Disputation and Obedience

Todd Gitlin asks a searching question:

Sects are always in need of heretics to blame, expel and punish. First, fervor takes hold, then rigidity. Righteousness dictates uniformity. Dissent seems dangerous, even treasonous. The spirit hardens: You’re either with us or with the evildoers…Why is the left so determined to eat its own? Sometimes it can be explained as the fervor of fighters determined to root out impurities.

Indeed – and the fervor of fighters determined to root out impurities is a very scary thing. And before I get all righteous, I should note that I probably have a tendency that way myself. Perhaps a strong one. There are quite a few ‘impurities’ that I want, if not to root out, at least to avoid. But then – one of them would be the fervor of people who want to root out impurities and enforce orthodoxy and sanctity and conventional wisdom – so I’m confused. Am I a Puritan or an Impuritan or what?

Well, we all have commitments; I suppose one can have commitments and still not be a furious extirpator of impurities. B&W is obviously for some things and against others; if it weren’t it wouldn’t be B&W, it would be just some random collection of material. B&W has always been about something, so naturally there will be a certain amount of orthodoxy about it – but I hope it falls short of heretic-punishing and evildoer-pointing-at. Though who knows – a former fan of B&W tells me he’s gone off it because he doesn’t like my ‘religion-bashing.’ So clearly that’s one heretic right there.

At least as often, though, the sect becomes inflamed not because it has won but because it has lost. Out of weakness, it imagines treason. As it dwindles, it devotes more of its energies to the urge to purge. It loses patience with arguments about ideas. It is already dead certain of how the world works and needs obedience, not disputation. It develops a taste for scurrilous charges and loyalty oaths. To its own dissenters it says not, “Consider this point,” but, “How dare you?”

And that’s where we get off the train – when there is no patience for arguments about ideas; when obedience replaces disputation. Obedience and submission are not what’s wanted, and the replacement of ‘Consider this point’ with ‘How dare you’ is just the tactic I quarrel with several times a day. ‘How dare you’ is another word for Taboo which is another word for unconditional respect, and they all stink; they all stink of smelly little orthodoxy.

I write this not to complain, but to note and bemoan a widespread disrespect for serious disputation. There’s a lot of this disrespect going around, all over the political spectrum. The confusion of manliness with belligerence does not help. The sound-bite culture does not help. The mixture of insinuation, sneering and yelling practiced by Bill O’Reilly, Sean Hannity, Chris Matthews and Michael Moore does not help. A president who tells a reporter, “I don’t feel like I owe anybody an explanation,” and acts on this premise, does not help. Nor does it help when the Bush White House muzzles government scientists who dare report what virtually all their colleagues think about climate change. In claiming that abstention is the best method of preventing sexually transmitted diseases, and that intelligent design deserves to be considered science, the administration enshrines mindlessness rather than rational thought as a governing principle. The sectarian mind is at home everywhere – left, right, you name it. On every front, passion plunges ahead while reason takes its time, cleaning up the mess.

Well, I said B&W was about something, and that’s pretty much what it’s about. One impurity I would like to see a lot less of is this widespread disrespect for serious disputation, and this preference for passion over reason. It just muddies things up.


- [Task directions]: The lines to be extracted begin at the line containing "Find the location" and end at the last line of the data below; copy them exactly and leave out the pictures.

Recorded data
..............................
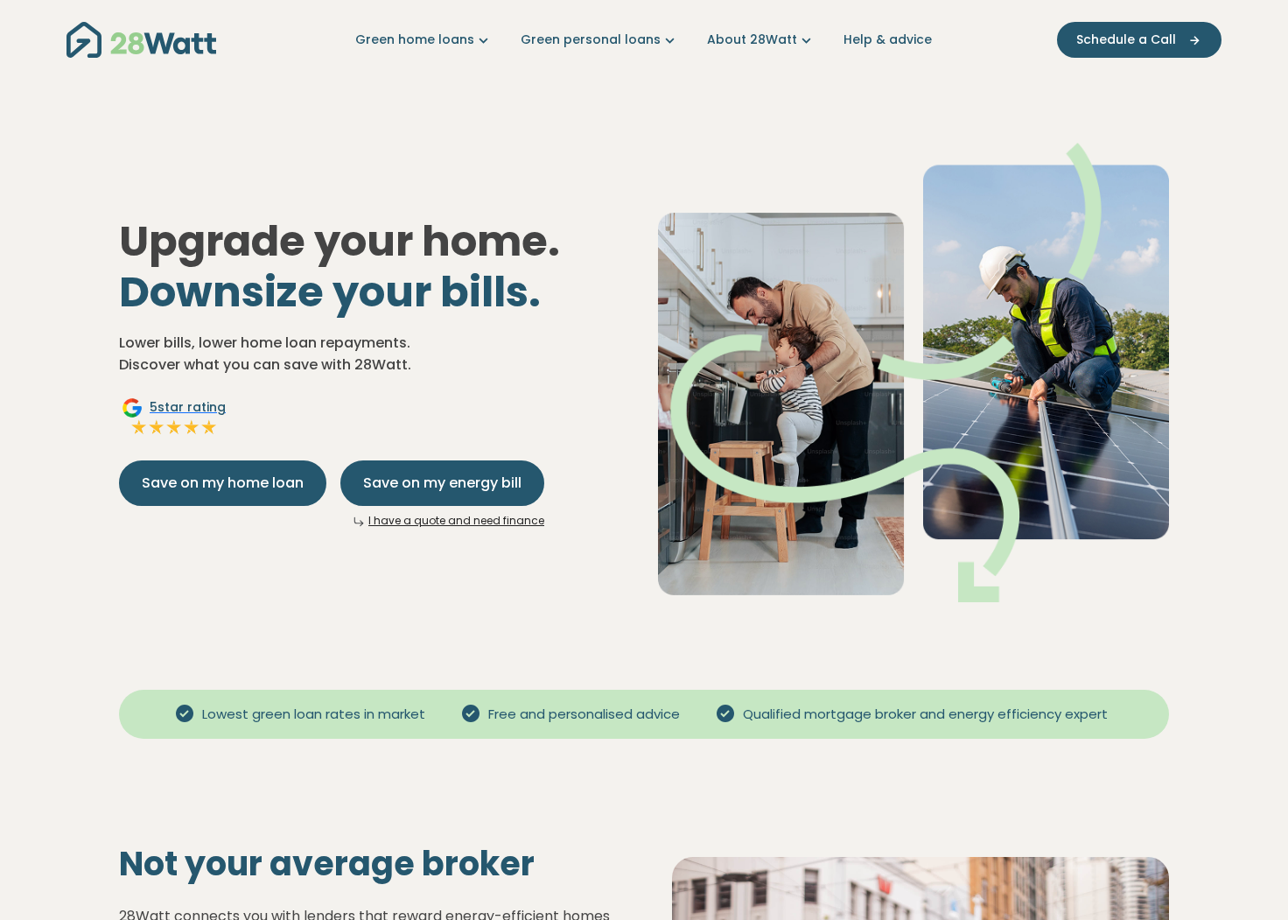 The width and height of the screenshot is (1288, 920). I want to click on a: About 28Watt, so click(761, 39).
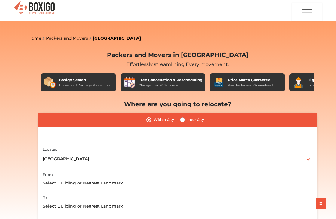 The width and height of the screenshot is (336, 219). What do you see at coordinates (178, 65) in the screenshot?
I see `div: Effortlessly streamlining Every movement.` at bounding box center [178, 65].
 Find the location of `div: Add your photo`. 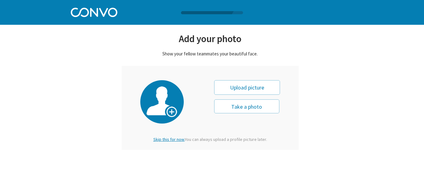

div: Add your photo is located at coordinates (210, 38).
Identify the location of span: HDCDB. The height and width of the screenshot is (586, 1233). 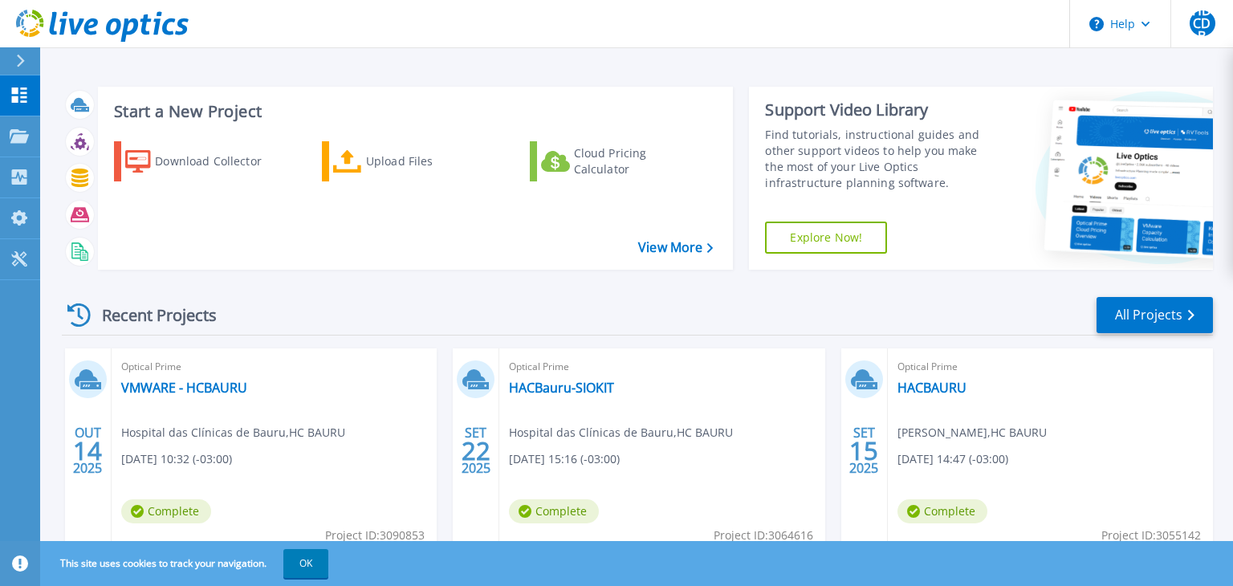
(1203, 23).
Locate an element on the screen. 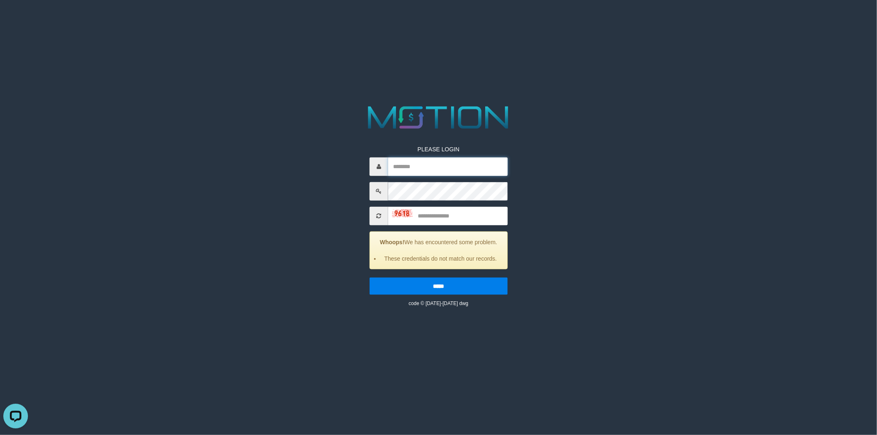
..............................
- [Answer section]:
 Find the location of `div: Add your photo`. 

div: Add your photo is located at coordinates (210, 38).
Identify the location of span: HDCDB. The height and width of the screenshot is (586, 1233). 
(1203, 23).
Locate an element on the screen. 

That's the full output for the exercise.